This log is many centuries years old. But it’s a log with a difference. The Lloyds Bank Coprolite has had an interesting journey through time, even if its origins are far from palatable.
Put simply, this is a fossilized human turd. Not only that, but the largest and – bizarrely – most valuable on record. It dates back to approximately the 9th century and the person responsible is believed to be a Viking. It currently rests at the Jórvík Viking Centre in the city of York, England.
Jórvík was the Viking name for York, with the Center part of an area that has yielded numerous treasures. Whether the Coprolite can be described as treasure is a question for the ages. That said, the details are fascinating.
The reason it’s named after Lloyds Bank isn’t some weird corporate branding exercise. The hefty deposit, measuring 8″ x 2″ (20 cm by 5 cm), was found beneath the site of the famous bank in 1972. And here’s a fun fact for the day – “Coprolite” means fossilized human feces! Paleofeces is also a term used to describe ancient human droppings found as part of archaeological expeditions.
This is one mighty archaeological achievement. The Australian Academy of Science observed in 2017, “Human coprolites are very rare, and tend to only be preserved in either very dry or frozen environments, however samples have been found that date back to the Late Paleolithic—around 22,000 years ago.”
For a complete specimen to last this long is awe-inspiring, if not exactly need-to-know information. How do they know it came from a Viking? The ingredients that went into the epic production provide some clues.
“He was not a great vegetable eater,” wrote the Guardian in 2003, “instead living on large amounts of meat and grains such as bran, despite fruit stones, nutshells and other stools containing matter from vegetables such as leeks being found on the same site.”
That all sounds normal enough, however the Viking’s bowels were also packed with creepy crawlies. In 2016, the website Spangenhelm referred to “the presence of several hundred parasitic eggs (whipworm)”, which “suggests he or she was riddled with intestinal parasite worms (maw-worm).”
These unwanted invaders can cause serious health problems. The BBC describes conditions such as “stomach aches, diarrhea and inflammation of the bowel.” Get enough worms and things get worse, as “symptoms may simulate those of gastric and duodenal ulcers.”
Parasites aren’t known for standing still either. Adults “can migrate from the intestine and enter other organs where they can cause serious damage, even moving into such places as the ear and the nose of unfortunate suffers.”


YOUR GOAL:
The result is the exact lines from the one containing "localize all elements." through the final line of the entries; leave out the pictures.

DATA FOR ANALYSIS:
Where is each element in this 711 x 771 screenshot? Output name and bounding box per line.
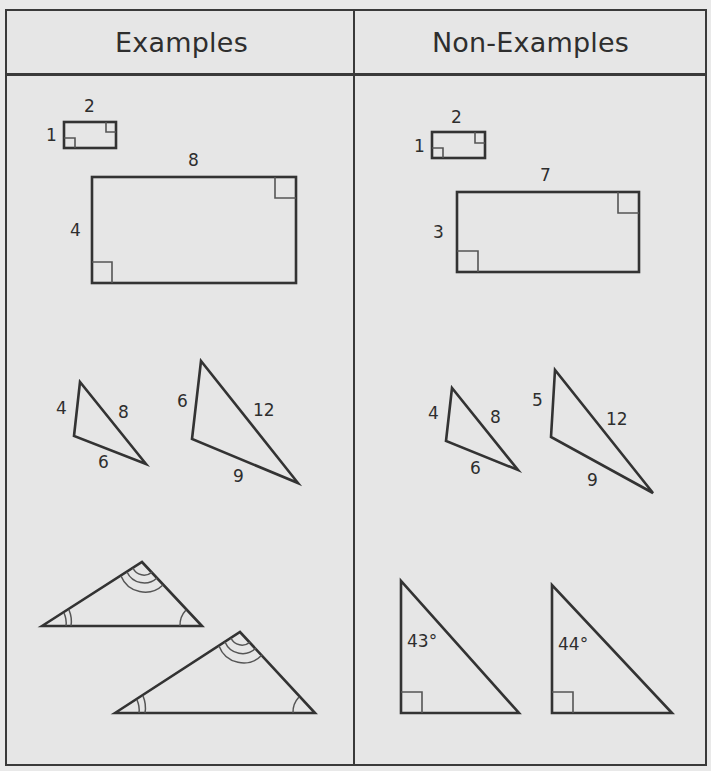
non-example-triangle-large: 5 12 9 [532, 370, 653, 493]
example-rectangle-small: 2 1 [46, 96, 116, 148]
non-example-triangle-small: 4 8 6 [428, 388, 518, 478]
non-example-rectangle-large: 7 3 [433, 165, 639, 272]
example-rect-large-width-label: 8 [188, 150, 199, 170]
non-example-tri-large-side-a: 5 [532, 390, 543, 410]
example-tri-small-side-a: 4 [56, 398, 67, 418]
non-example-rect-large-width-label: 7 [540, 165, 551, 185]
figures-canvas: 2 1 8 4 4 8 6 6 12 9 [0, 0, 711, 771]
non-example-rect-small-height-label: 1 [414, 136, 425, 156]
example-rectangle-large: 8 4 [70, 150, 296, 283]
example-rect-small-height-label: 1 [46, 125, 57, 145]
non-example-tri-large-side-b: 12 [606, 409, 628, 429]
example-tri-large-side-c: 9 [233, 466, 244, 486]
non-example-rectangle-small: 2 1 [414, 107, 485, 158]
example-tri-small-side-b: 8 [118, 402, 129, 422]
non-example-rect-small-width-label: 2 [451, 107, 462, 127]
non-example-right-triangle-44: 44° [552, 585, 672, 713]
example-angle-triangle-2 [115, 632, 315, 713]
example-triangle-large: 6 12 9 [177, 361, 298, 486]
non-example-right-triangle-43: 43° [401, 581, 519, 713]
example-rect-large-height-label: 4 [70, 220, 81, 240]
non-example-right-tri-1-angle: 43° [407, 631, 437, 651]
example-tri-small-side-c: 6 [98, 452, 109, 472]
non-example-right-tri-2-angle: 44° [558, 634, 588, 654]
example-angle-triangle-1 [42, 562, 202, 626]
non-example-tri-small-side-a: 4 [428, 403, 439, 423]
example-tri-large-side-b: 12 [253, 400, 275, 420]
non-example-tri-small-side-c: 6 [470, 458, 481, 478]
example-tri-large-side-a: 6 [177, 391, 188, 411]
non-example-tri-large-side-c: 9 [587, 470, 598, 490]
non-example-tri-small-side-b: 8 [490, 407, 501, 427]
example-triangle-small: 4 8 6 [56, 382, 146, 472]
non-example-rect-large-height-label: 3 [433, 222, 444, 242]
example-rect-small-width-label: 2 [84, 96, 95, 116]
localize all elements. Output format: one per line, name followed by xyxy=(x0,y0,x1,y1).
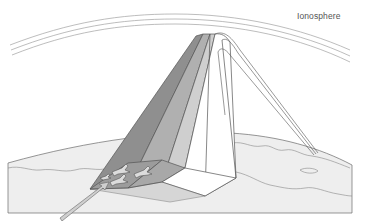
ionosphere-label: Ionosphere xyxy=(297,11,341,21)
ionosphere-layer xyxy=(10,14,350,62)
radar-ionosphere-diagram xyxy=(0,0,368,221)
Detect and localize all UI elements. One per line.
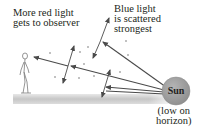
- red-label-line-2: gets to observer: [13, 18, 79, 28]
- observer-figure: [20, 53, 31, 93]
- blue-light-label: Blue light is scattered strongest: [114, 4, 161, 34]
- atmospheric-scattering-diagram: More red light gets to observer Blue lig…: [0, 0, 199, 134]
- sun-label: Sun: [162, 85, 190, 96]
- red-light-label: More red light gets to observer: [13, 8, 79, 28]
- scattered-blue-arrows: [63, 18, 110, 97]
- blue-label-line-3: strongest: [114, 24, 161, 34]
- sun-caption: (low on horizon): [156, 106, 192, 126]
- air-molecules: [49, 40, 128, 78]
- sun-rays: [34, 42, 166, 94]
- sun-caption-line-2: horizon): [156, 116, 192, 126]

OUTPUT BELOW:
localize all elements. Output format: one per line, name followed by xyxy=(x0,y0,x1,y1).
ionosphere-label: Ionosphere xyxy=(297,11,341,21)
ionosphere-layer xyxy=(10,14,350,62)
radar-ionosphere-diagram xyxy=(0,0,368,221)
Detect and localize all UI elements. One per line.
- red-label-line-2: gets to observer: [13, 18, 79, 28]
- observer-figure: [20, 53, 31, 93]
- blue-light-label: Blue light is scattered strongest: [114, 4, 161, 34]
- atmospheric-scattering-diagram: More red light gets to observer Blue lig…: [0, 0, 199, 134]
- sun-label: Sun: [162, 85, 190, 96]
- red-light-label: More red light gets to observer: [13, 8, 79, 28]
- scattered-blue-arrows: [63, 18, 110, 97]
- blue-label-line-3: strongest: [114, 24, 161, 34]
- sun-caption: (low on horizon): [156, 106, 192, 126]
- air-molecules: [49, 40, 128, 78]
- sun-rays: [34, 42, 166, 94]
- sun-caption-line-2: horizon): [156, 116, 192, 126]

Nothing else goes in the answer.